The classy.dk kitchen server sits behind an ADSL router provided by my ISP. That router is sensibly almost closed with only FTP, HTTP, SMTP and DNS ports open by defaut and none of these mapped to NATted addreses that are assigned by default through DHCP on the router. I'm fine with that even if it is stupid ISP control of my actions - less security threats to worry about, and I can actually turn on windows on new machines without being owned by virus after 5 seconds.
The only server I have setup to listen to inbound traffic is the old warhorse classy.dk web server (and yes it is in fact located in my kitchen like it says on the blog.
Occasionally I'd like to access resources on other machines on the net though and that just blows. The problem is that the other machines sometimes run windows and most certainly shouldn't be listening to network traffic. I could use SSH tunneling via the webserver and then a terminal emulator to look at the hidden machines, but that's just annoying. I want full access with file browsing. The works.
A real VPN is needed but which one, how to set it up and how to pass it through an interface on the webserver?
Here's a way: OpenVPN with SSH tunneling.
Since I'm not talking more than one machine at a time I can just use the simple point to point setup with a static key.
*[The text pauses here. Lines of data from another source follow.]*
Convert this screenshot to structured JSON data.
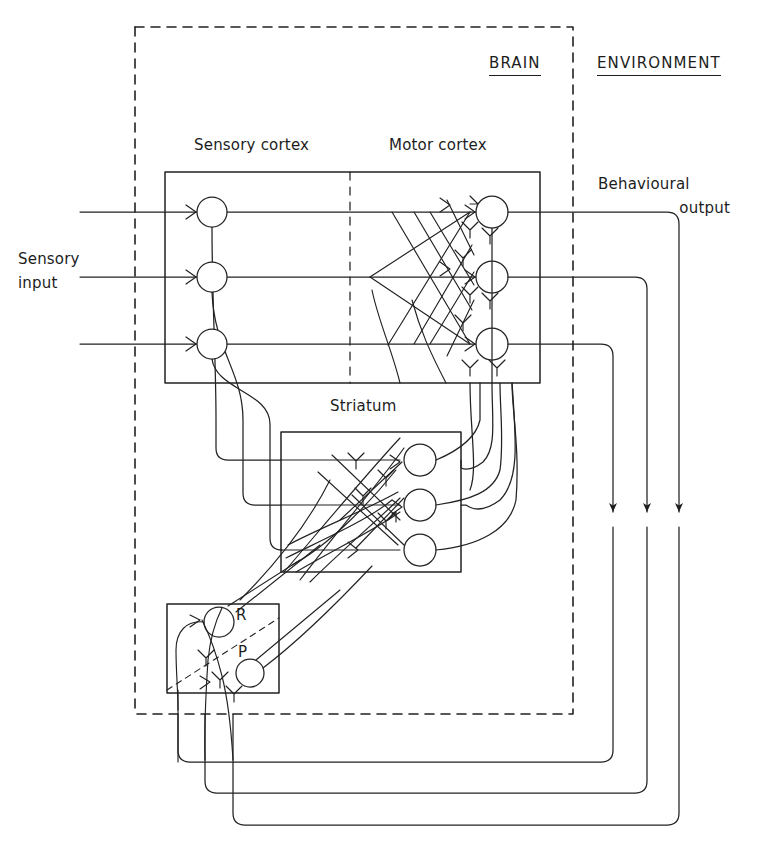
{
  "figure": {
    "domains": {
      "brain": "BRAIN",
      "environment": "ENVIRONMENT"
    },
    "regions": {
      "sensory_cortex": "Sensory cortex",
      "motor_cortex": "Motor cortex",
      "striatum": "Striatum",
      "reinforcement_box": ""
    },
    "io": {
      "sensory_input_line1": "Sensory",
      "sensory_input_line2": "input",
      "behavioural_output_line1": "Behavioural",
      "behavioural_output_line2": "output"
    },
    "nodes": {
      "reward": "R",
      "punishment": "P"
    },
    "colors": {
      "ink": "#1d1d1d",
      "line": "#222222",
      "background": "#ffffff"
    },
    "counts": {
      "sensory_neurons": 3,
      "motor_neurons": 3,
      "striatal_neurons": 3,
      "output_channels": 3,
      "input_channels": 3
    }
  },
  "geometry": {
    "brain_boundary": {
      "x": 135,
      "y": 27,
      "w": 438,
      "h": 687
    },
    "cortex_box": {
      "x": 165,
      "y": 172,
      "w": 375,
      "h": 211
    },
    "cortex_divider_x": 350,
    "striatum_box": {
      "x": 281,
      "y": 432,
      "w": 180,
      "h": 140
    },
    "rp_box": {
      "x": 167,
      "y": 604,
      "w": 112,
      "h": 89
    },
    "sensory_neuron_x": 212,
    "motor_neuron_x": 492,
    "striatal_neuron_x": 420,
    "row_y": [
      212,
      277,
      344
    ],
    "striatum_row_y": [
      460,
      505,
      550
    ],
    "output_arrow_x": [
      613,
      647,
      679
    ],
    "output_arrow_tip_y": 527,
    "feedback_levels_y": [
      762,
      793,
      825
    ],
    "feedback_up_x": [
      178,
      205,
      233
    ]
  }
}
I want to modify the howto to work through an SSH tunnel.
proto tcp-server
remote localhost
and adding the line proto tcp-client
ssh -L1194:vpnserver:1194 user@webserver
Who knew? Windows actually supports symlinks. It's directory only - but that's just too bloody useful to hide away in a resource kit. Thank god we (at least for know) still have Sysinternals. Can't wait to see these guys stop making a difference as they try to work from inside the belly of the beast.
Anyways. Sysinternals provide the useful utility Junction to define... junctions - that's what they're called on Windows, directory symlinks.
This brings the well known "versioned directories, live verson symlinked" deployment technique to Windows.
Thanks for the heads up to that other Claus.
"I started keeping a list of these annoyances but it got too long and depressing so I just learned to live with them again. We really are using a 1970s era operating system well past its sell-by date. We get a lot done, and we have fun, but let's face it, the fundamental design of Unix is older than many of the readers of Slashdot, while lots of different, great ideas about computing and networks have been developed in the last 30 years. Using Unix is the computing equivalent of listening only to music by David Cassidy."
He's right and he is wrong. I think it's entirely likely to me that we'll find further down the road that software works much like genetic development in nature. Nature never throws out old designs. In fact most of our human basic design is the same as the basic design in fish and plants and bacteria and it hasn't changed in billions of years. However, the interest, the competitive edge, moves away from the old designs once they win and onto greater things. So i'm not sure we'll ever have new file systems or new anything really. I find it entirely likely that inside the massively parallel billion CPU core machine of 2050 we'll find a million linux 2.6 cores with ext3 filesystems...
I think we can already see this as OS'es get commoditized and the interest moves from scaling up to scaling out. Scaling out is a developer way of saying "I'm not going to fix the I/O DNA or the process DNA of computing, I'll just add sophistication on top".
The only real reason this isn't truly plausible on a 200 year scale is energy consumption. It's quite possible that in a truly parallelized world we'd really much rather have a much simpler operating system able to function on much less power, but robust and distributable.
[UPDATE should have read the whole thing and a minimum of stuff about plan 9 - which answers some of the questions, but the failure of plan 9 to catch on underscores the point - and it's clear from the interview that Pike is aware of this]
The question that then comes to mind: Suppose we wanted to build the multi-concurrent internet-ready super machine of the future, programmed entirely in a fanstastic functional language that is able to hide complexity and concurrency in an efficient way, what would we keep around?
Some ideas on design points:
(I think I need to start a blog specifically for spaced out posts)
Eye opening (well I'm unsure if it is - the failure of acceleration pointed out has been apparent for a while) piece on a fundamental sea change in computing technology forced by the breakdown of the previously available "free lunch" of exponential hardware improvement.
Improvements in dealing with concurrency (from functional programming comes tons of way to do concurrency without thinking explicitly about threads) is definitely something to watch.
The benefits by the way are already appreciable as concurrency is already a design problem to be reckoned with in distributed computing - and with everything moving to the web who is not doing distrbuted computing projects?
For the ultimate in concurrency we need to go to quantum computing of course.
Sweetness. Google actually does a bindump of exe files it finds in the world and indexes the resulting metadata. So you can basically search for executables online that use a particular DLL or expose a particular call.
Just had a look at the Dabble DB demo and it looks awesome. Simple and highly useful. Definitely signing up for this. (Yes, the whole deal with letting other people handle your important data is still scary - but soon somebody will start The Hosted Data Backup Company that does backups of your GMail, Writely, Dabble, Flickr, yada yada yada data repositories and they will in turn standardize the output formats of these apps. and that will in turn make desktop applications that back your data up easy to write. Markets at work. Lovely.